Read the following passage and answer the questions. Gender-based pricing, also known as “pink tax,” is an upcharge on products traditionally intended...
Question
Read the following passage and answer the questions. Gender-based pricing, also known as “pink tax,” is an upcharge on products traditionally intended for women which have only cosmetic differences from comparable products traditionally intended for men. In other words, it’s not actually a tax. It’s an “income-generating scenario for private companies who found a way to make their product look either more directed to or more appropriate for the population and saw that as a moneymaker,” explains Jennifer Weiss-Wolf, a lawyer, vice president for the Brennan School of Justice at NYU School of Law, and co-founder of Period Equity Yet pink tax is not a new phenomenon. The issue was delineated more finely in 2015 when the New York City Department of Consumer Affairs released a report about price disparities for 794 comparable products from 91 brands sold throughout the city. The report examined five different industries, such as personal care products or senior/home healthcare products. These encompassed 35 product categories, such as bodywash or shampoo. In every single ofthose five industries, consumer goods marketed to women and girls cost more. The same was the case in all but five of the 35 product categories. Researchers looked at 106 products in the toys and accessories category and found that, on average, those intended for girls were priced 7 percent higher. NYC’s report found women faced an average price difference of 13 percent for personal care products among the 122 products compared in the study. And the authors aptly noted that these items, such as shaving gel and deodorant, are the ones purchased most frequently compared with other categories — meaning that the ____________ add up over time. While this is unfair for all those shopping for these products, that 13 percent price increase hits women and girls who come from lower income households even harder. Legislative attempts, however, could correct the pink tax. In 1995, then-Assemblywoman Jackie Speier successfully passed a bill that forbade gender pricing of services, such as haircuts.
According to the passage, which of the following statement is FALSE?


** Exercise instructions **
Once the line with "Find the location" has been located in the records below, set down that line and all subsequent lines exactly, omitting the pictures.

── Data for review

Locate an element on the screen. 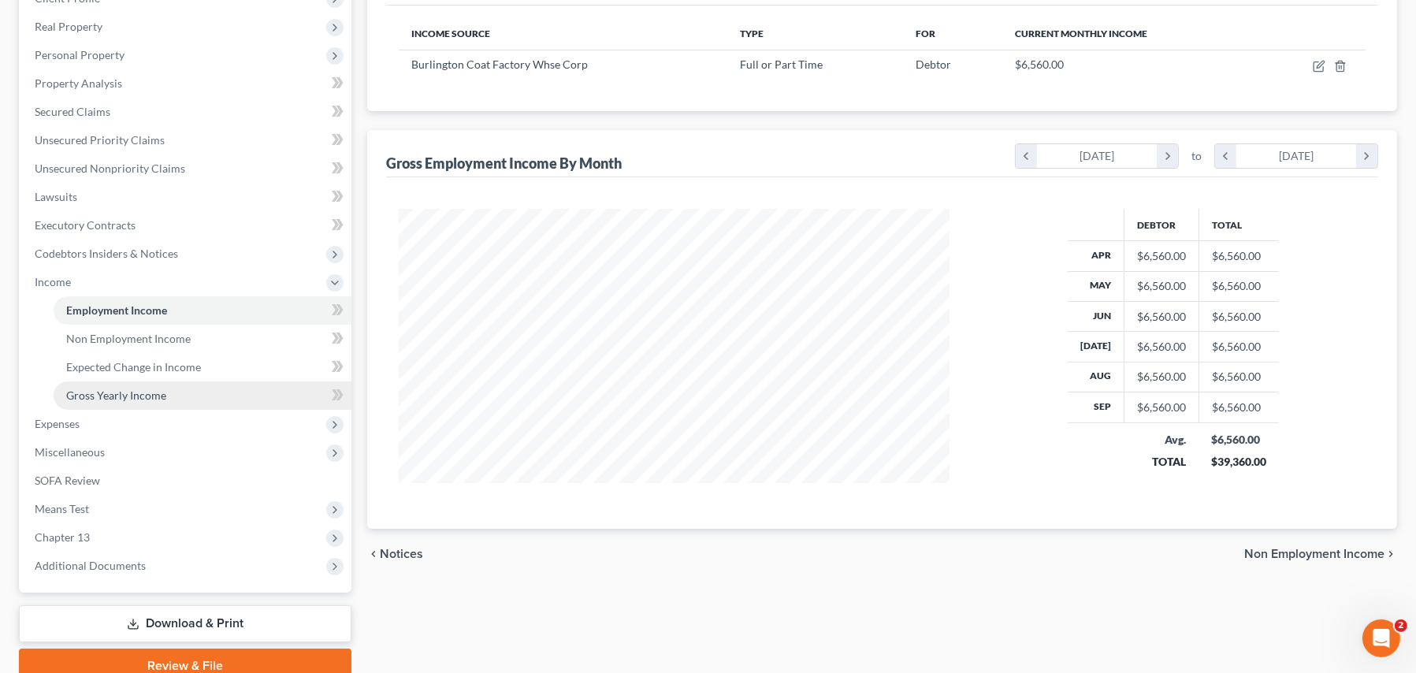 The height and width of the screenshot is (673, 1416). span: 2 is located at coordinates (1401, 626).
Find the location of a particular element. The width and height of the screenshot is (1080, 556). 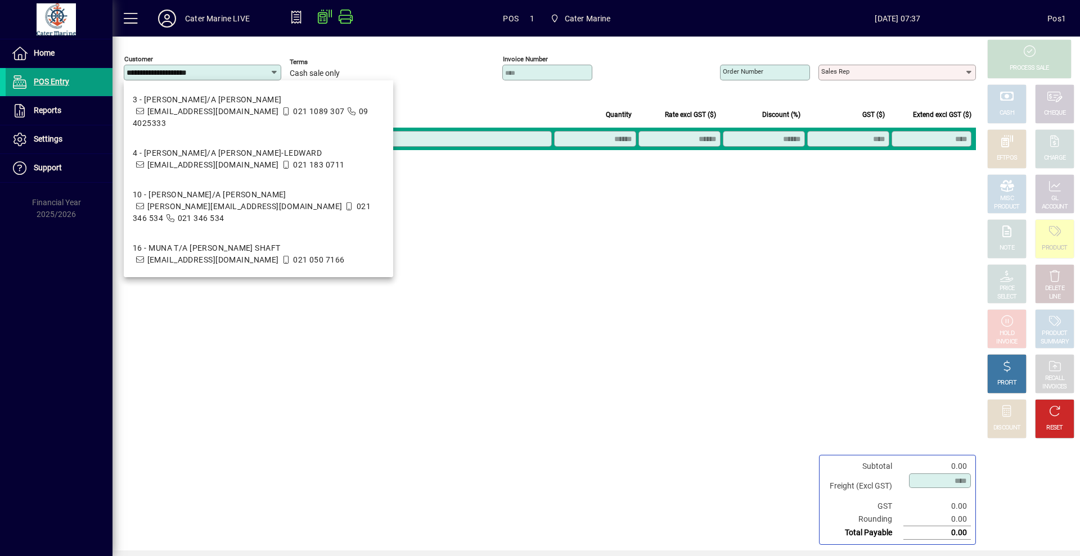

div: MISC is located at coordinates (1006, 198).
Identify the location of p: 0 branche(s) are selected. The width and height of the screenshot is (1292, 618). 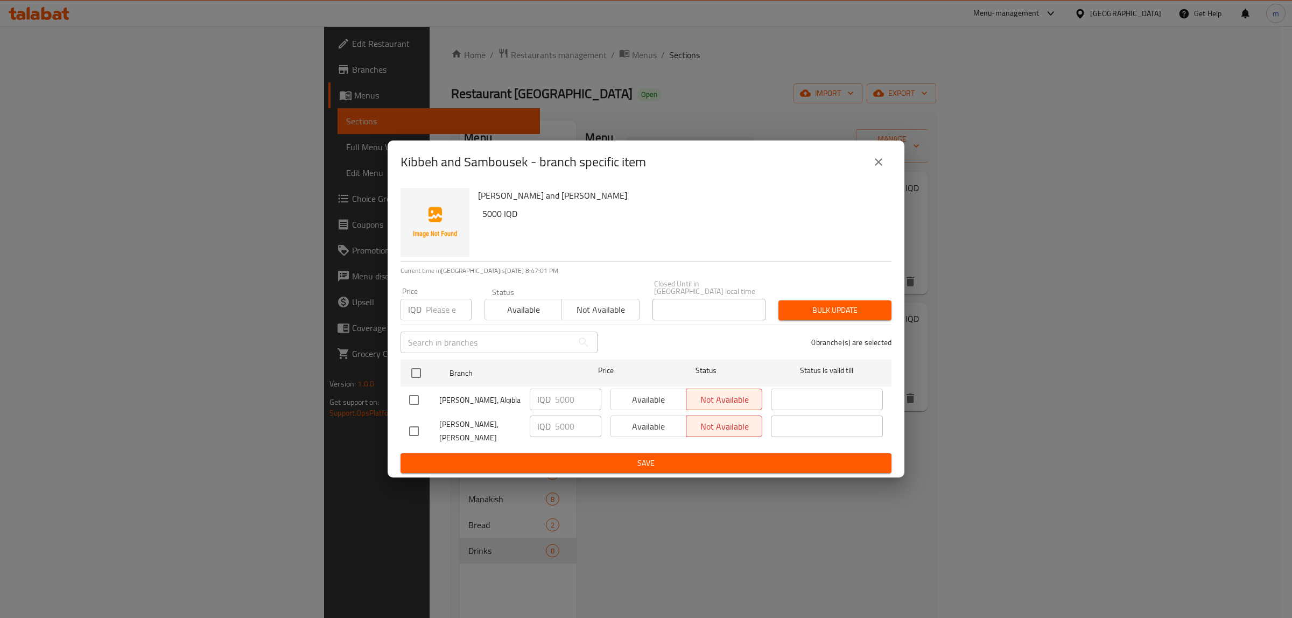
(851, 342).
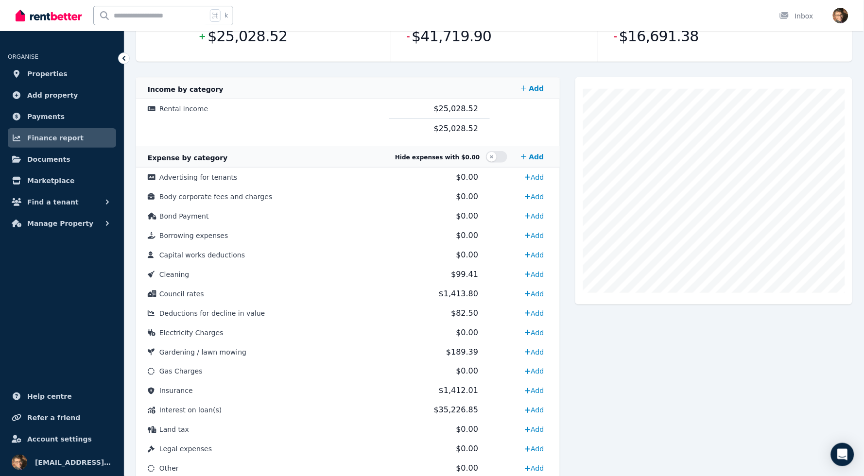 The height and width of the screenshot is (476, 864). Describe the element at coordinates (62, 181) in the screenshot. I see `a: Marketplace` at that location.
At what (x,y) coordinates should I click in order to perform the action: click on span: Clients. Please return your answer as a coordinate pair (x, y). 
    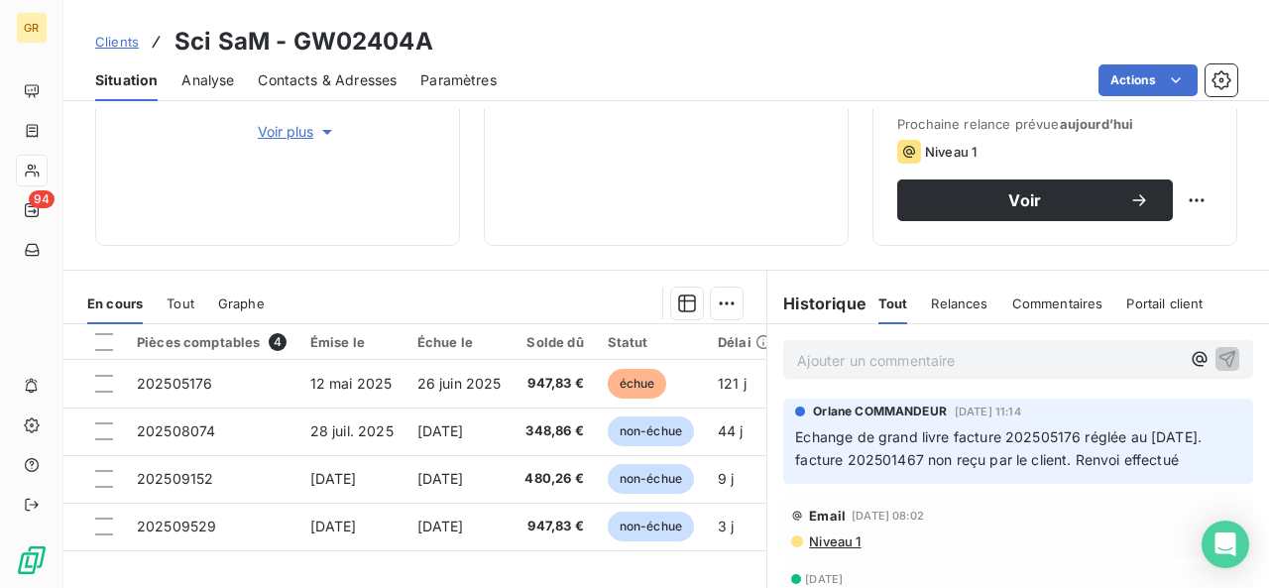
    Looking at the image, I should click on (117, 42).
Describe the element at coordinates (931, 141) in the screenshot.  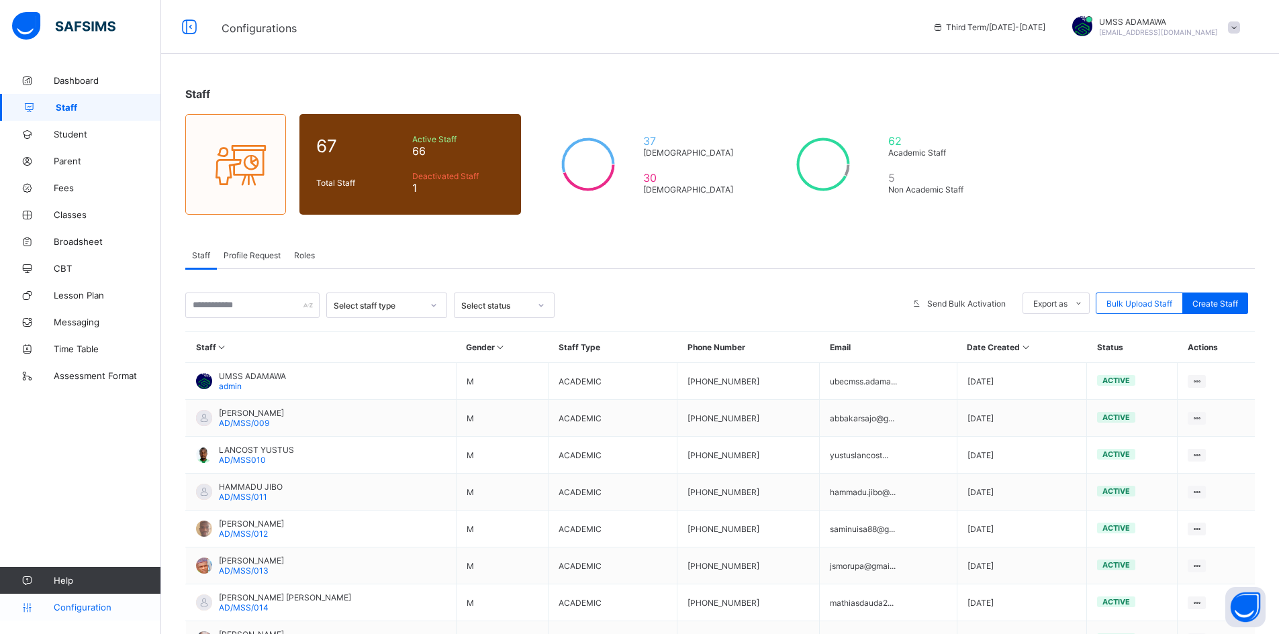
I see `span: 62` at that location.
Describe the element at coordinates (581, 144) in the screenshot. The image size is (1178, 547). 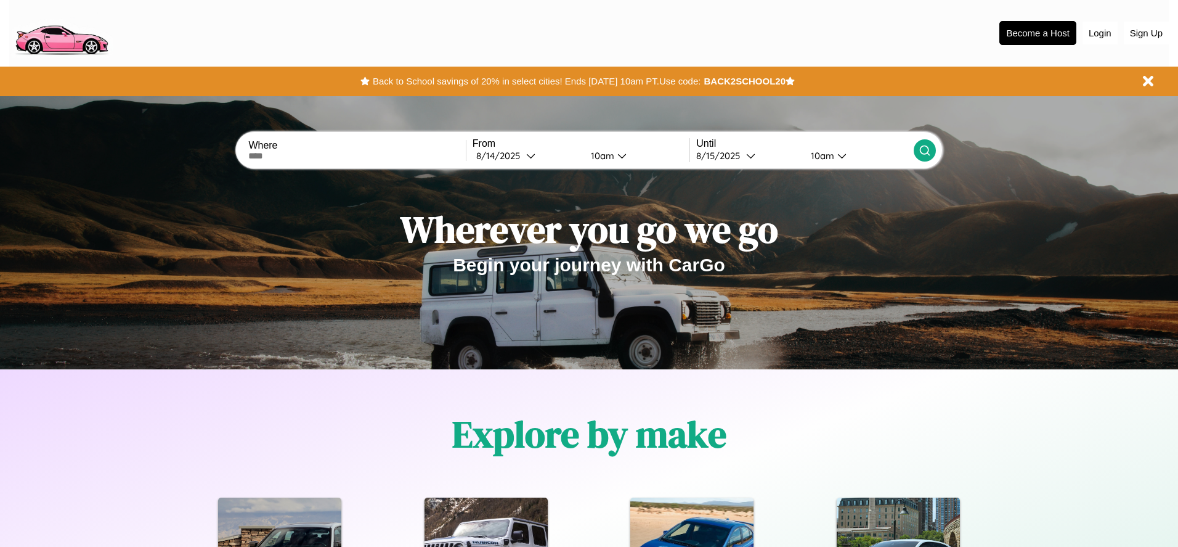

────

** Result of the task **
Find the location of a particular element. The width and height of the screenshot is (1080, 556). 

div: MISC is located at coordinates (1006, 198).
Identify the location of p: 0 branche(s) are selected. The width and height of the screenshot is (1292, 618). 
(851, 342).
 The height and width of the screenshot is (476, 864). Describe the element at coordinates (62, 181) in the screenshot. I see `a: Marketplace` at that location.
At what (x,y) coordinates should I click in order to perform the action: click on span: Clients. Please return your answer as a coordinate pair (x, y). 
    Looking at the image, I should click on (117, 42).
Describe the element at coordinates (931, 141) in the screenshot.  
I see `span: 62` at that location.
Describe the element at coordinates (581, 144) in the screenshot. The image size is (1178, 547). 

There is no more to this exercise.